Uneven access to mobility has proven challenging to undo. Much of the car-centric mobility infrastructure built in the postwar era is still with us or has expanded.
In Canada, cities have been designed around the movement of cars. Vast areas have been paved and residential areas have been built close to high-volume roads, contributing to poor health outcomes related to pollution and excessive summertime heat. Low-income areas are disproportionately affected.
Infrastructure is political
In recent years, research has expanded our understanding of these dynamics and linked them to the role of infrastructure development in settler-colonialism, racial capitalism and patriarchy.
Infrastructure in Indigenous communities is chronically underfunded. Many remote northern communities rely on temporary ice roads to access southern municipalities in the winter, and these ice roads are becoming less reliable due to climate change. For those with all-year road access, the reduction of Greyhound bus routes in 2018, followed by the end of the company’s operations in 2021, cut off many Indigenous communities from urban centres and the family, employment, health and other services located there.

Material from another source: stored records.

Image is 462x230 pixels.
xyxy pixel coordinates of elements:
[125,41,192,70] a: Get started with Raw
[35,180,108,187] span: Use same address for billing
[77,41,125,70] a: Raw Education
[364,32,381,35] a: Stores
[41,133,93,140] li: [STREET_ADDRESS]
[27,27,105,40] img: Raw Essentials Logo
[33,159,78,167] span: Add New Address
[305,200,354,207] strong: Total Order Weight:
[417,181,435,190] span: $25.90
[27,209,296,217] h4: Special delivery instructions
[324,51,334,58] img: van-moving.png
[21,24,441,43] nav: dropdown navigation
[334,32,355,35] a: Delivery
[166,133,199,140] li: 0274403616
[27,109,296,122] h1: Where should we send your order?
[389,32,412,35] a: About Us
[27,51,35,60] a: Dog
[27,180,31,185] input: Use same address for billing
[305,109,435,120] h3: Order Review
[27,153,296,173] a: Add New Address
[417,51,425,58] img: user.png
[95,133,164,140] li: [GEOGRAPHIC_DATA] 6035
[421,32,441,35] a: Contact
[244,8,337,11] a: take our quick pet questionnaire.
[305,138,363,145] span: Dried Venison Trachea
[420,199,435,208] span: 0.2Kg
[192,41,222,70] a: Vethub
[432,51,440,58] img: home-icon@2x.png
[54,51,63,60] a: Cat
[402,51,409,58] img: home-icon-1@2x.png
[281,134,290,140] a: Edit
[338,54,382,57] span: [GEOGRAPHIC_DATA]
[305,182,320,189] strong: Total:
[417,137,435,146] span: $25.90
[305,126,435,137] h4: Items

Read more: Indigenous communities should dictate how $1 billion infrastructure investment is spent
Indeed, the National Inquiry into Missing and Murdered Indigenous Women and Girls, found that the “lack of supportive infrastructure and transportation” created significant risk.
The pandemic’s effects
The pandemic has only served to further heighten and highlight transportation safety issues. Since the onset of COVID-19 in 2020, we have seen how the mobility of public transit users and those who walk or wheel for transportation has been negatively impacted by diminished service and maintenance.

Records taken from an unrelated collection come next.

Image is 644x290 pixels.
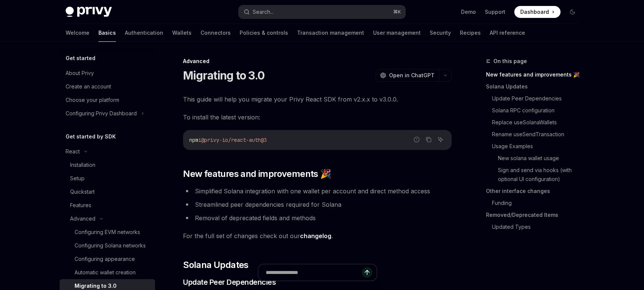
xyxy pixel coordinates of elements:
[492,197,584,209] a: Funding
[59,198,155,212] a: Features
[492,129,584,140] a: Rename useSendTransaction
[490,24,525,42] a: API reference
[172,24,192,42] a: Wallets
[424,135,433,144] button: Copy the contents from the code block
[461,8,476,16] a: Demo
[59,266,155,279] a: Automatic wallet creation
[70,200,91,209] div: Features
[393,9,401,15] span: ⌘ K
[492,93,584,105] a: Update Peer Dependencies
[567,6,578,18] button: Toggle dark mode
[492,105,584,117] a: Solana RPC configuration
[412,135,421,144] button: Report incorrect code
[70,174,85,183] div: Setup
[297,24,364,42] a: Transaction management
[65,7,112,17] img: dark logo
[65,109,137,118] div: Configuring Privy Dashboard
[183,57,451,65] div: Advanced
[59,185,155,198] a: Quickstart
[238,5,405,19] button: Search...⌘K
[183,168,331,180] span: New features and improvements 🎉
[65,147,80,156] div: React
[498,164,584,185] a: Sign and send via hooks (with optional UI configuration)
[189,137,198,143] span: npm
[183,112,451,123] span: To install the latest version:
[59,239,155,252] a: Configuring Solana networks
[65,24,89,42] a: Welcome
[240,24,288,42] a: Policies & controls
[183,230,451,241] span: For the full set of changes check out our .
[59,172,155,185] a: Setup
[252,7,273,16] div: Search...
[492,221,584,233] a: Updated Types
[70,160,95,169] div: Installation
[300,232,331,240] a: changelog
[59,252,155,266] a: Configuring appearance
[59,225,155,239] a: Configuring EVM networks
[74,254,135,263] div: Configuring appearance
[430,24,451,42] a: Security
[125,24,163,42] a: Authentication
[183,186,451,196] li: Simplified Solana integration with one wallet per account and direct method access
[201,137,267,143] span: @privy-io/react-auth@3
[70,214,95,223] div: Advanced
[183,94,451,105] span: This guide will help you migrate your Privy React SDK from v2.x.x to v3.0.0.
[389,72,434,79] span: Open in ChatGPT
[460,24,481,42] a: Recipes
[183,69,264,82] h1: Migrating to 3.0
[486,81,584,93] a: Solana Updates
[59,158,155,172] a: Installation
[492,140,584,152] a: Usage Examples
[59,80,155,93] a: Create an account
[486,185,584,197] a: Other interface changes
[74,227,140,236] div: Configuring EVM networks
[514,6,561,18] a: Dashboard
[486,69,584,81] a: New features and improvements 🎉
[98,24,116,42] a: Basics
[375,69,439,82] button: Open in ChatGPT
[198,137,201,143] span: i
[485,8,505,16] a: Support
[65,82,111,91] div: Create an account
[436,135,445,144] button: Ask AI
[59,66,155,80] a: About Privy
[183,199,451,209] li: Streamlined peer dependencies required for Solana
[65,96,119,105] div: Choose your platform
[74,241,145,250] div: Configuring Solana networks
[65,69,94,78] div: About Privy
[74,268,136,277] div: Automatic wallet creation
[373,24,421,42] a: User management
[65,132,116,141] h5: Get started by SDK
[498,152,584,164] a: New solana wallet usage
[520,8,549,16] span: Dashboard
[200,24,231,42] a: Connectors
[492,117,584,129] a: Replace useSolanaWallets
[362,267,372,278] button: Send message
[183,259,249,271] span: Solana Updates
[493,57,527,66] span: On this page
[70,187,95,196] div: Quickstart
[59,93,155,107] a: Choose your platform
[65,54,95,63] h5: Get started
[183,212,451,223] li: Removal of deprecated fields and methods
[486,209,584,221] a: Removed/Deprecated Items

Data from the United States also suggests pedestrian injuries and deaths, which have been on the rise for a decade, spiked during the pandemic.

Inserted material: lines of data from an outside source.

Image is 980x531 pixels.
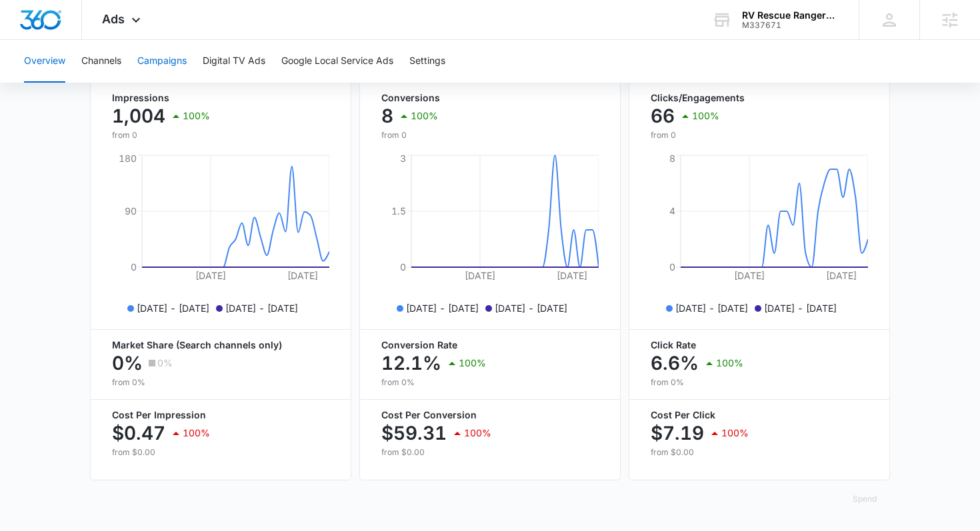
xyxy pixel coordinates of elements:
[21,21,32,32] img: logo_orange.svg
[464,428,492,438] p: 100%
[839,483,890,515] button: Spend
[826,270,857,281] tspan: [DATE]
[381,376,599,388] p: from 0%
[675,301,748,315] p: [DATE] - [DATE]
[287,270,318,281] tspan: [DATE]
[651,410,867,419] p: Cost Per Click
[721,428,749,438] p: 100%
[195,270,226,281] tspan: [DATE]
[112,410,329,419] p: Cost Per Impression
[764,301,836,315] p: [DATE] - [DATE]
[203,40,265,83] button: Digital TV Ads
[391,205,406,217] tspan: 1.5
[81,40,121,83] button: Channels
[651,376,867,388] p: from 0%
[131,261,136,272] tspan: 0
[465,270,495,281] tspan: [DATE]
[112,446,329,458] p: from $0.00
[381,422,446,444] p: $59.31
[38,21,65,32] div: v 4.0.25
[112,129,210,142] p: from 0
[381,340,599,350] p: Conversion Rate
[125,205,136,217] tspan: 90
[651,129,753,142] p: from 0
[132,77,143,88] img: tab_keywords_by_traffic_grey.svg
[651,93,753,103] p: Clicks/Engagements
[34,34,147,45] div: Domain: [DOMAIN_NAME]
[102,12,125,26] span: Ads
[669,261,675,272] tspan: 0
[410,111,438,121] p: 100%
[651,446,867,458] p: from $0.00
[651,422,704,444] p: $7.19
[112,352,142,373] p: 0%
[381,352,441,373] p: 12.1%
[225,301,298,315] p: [DATE] - [DATE]
[400,152,406,164] tspan: 3
[381,410,599,419] p: Cost Per Conversion
[669,205,675,217] tspan: 4
[36,77,47,88] img: tab_domain_overview_orange.svg
[733,270,764,281] tspan: [DATE]
[119,152,136,164] tspan: 180
[692,111,719,121] p: 100%
[157,358,172,368] p: 0%
[112,93,210,103] p: Impressions
[112,422,165,444] p: $0.47
[459,358,486,368] p: 100%
[112,376,329,388] p: from 0%
[669,152,675,164] tspan: 8
[183,111,210,121] p: 100%
[183,428,210,438] p: 100%
[381,106,394,126] p: 8
[651,352,698,373] p: 6.6%
[651,340,867,350] p: Click Rate
[557,270,587,281] tspan: [DATE]
[112,340,329,350] p: Market Share (Search channels only)
[281,40,394,83] button: Google Local Service Ads
[742,10,839,21] div: account name
[651,106,675,126] p: 66
[742,21,839,30] div: account id
[147,79,224,87] div: Keywords by Traffic
[406,301,479,315] p: [DATE] - [DATE]
[51,79,119,87] div: Domain Overview
[409,40,445,83] button: Settings
[400,261,406,272] tspan: 0
[137,40,187,83] button: Campaigns
[716,358,743,368] p: 100%
[381,129,485,142] p: from 0
[24,40,65,83] button: Overview
[136,301,209,315] p: [DATE] - [DATE]
[381,93,485,103] p: Conversions
[21,34,32,45] img: website_grey.svg
[381,446,599,458] p: from $0.00
[495,301,567,315] p: [DATE] - [DATE]
[112,106,165,126] p: 1,004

We know too that transportation-related injuries are not evenly distributed, with Indigenous and racialized peoples and those in low-income areas being much more likely to be injured or killed.
Just and equitable access to mobility
This raises important questions about how to make sure our mobility infrastructure is accessible, safe, equitable and sustainable. We need to ensure that infrastructure investment is not solely aimed at spurring capitalist growth, as many have called for, but serves the needs of all its users.
In this sense, we need to ask what vision for the future our leaders, like those vying for political office in Ontario, have for mobility. But, more importantly, we need to recognize that the changes required to create a just and sustainable transportation system cannot be achieved in a single election but only through systemic, structural changes in how we think about, govern and build mobility.
Toward this aim, researchers and activists — like those at The Untokening, a collective focused on mobility justice — have advanced the concept of mobility justice as a “social movement to protect and reclaim the shared mobility commons.” Mobility commons, according to sociologist Mimi Sheller, are “co-operative” and “shared infrastructures of movement,” in contrast to the enclosed, private and exclusionary systems that are dominant today.
There are many movements currently working to increase access to shared, collective forms of transportation. These include movements calling for fare-free transit, to reduce the policing of mobility, disability transportation equity, better sidewalk maintenance and a public intercity bus service among others.
Mobility justice can only be achieved by taking the politics of movement seriously. This means planning processes must not only listen to, but meaningfully include and be governed by the communities that will use the infrastructure.
It means remaking mobility systems so that they are democratically controlled, equitably distributed and accessible to all.
Joshua K. McEvoy volunteers with Free Transit Ottawa.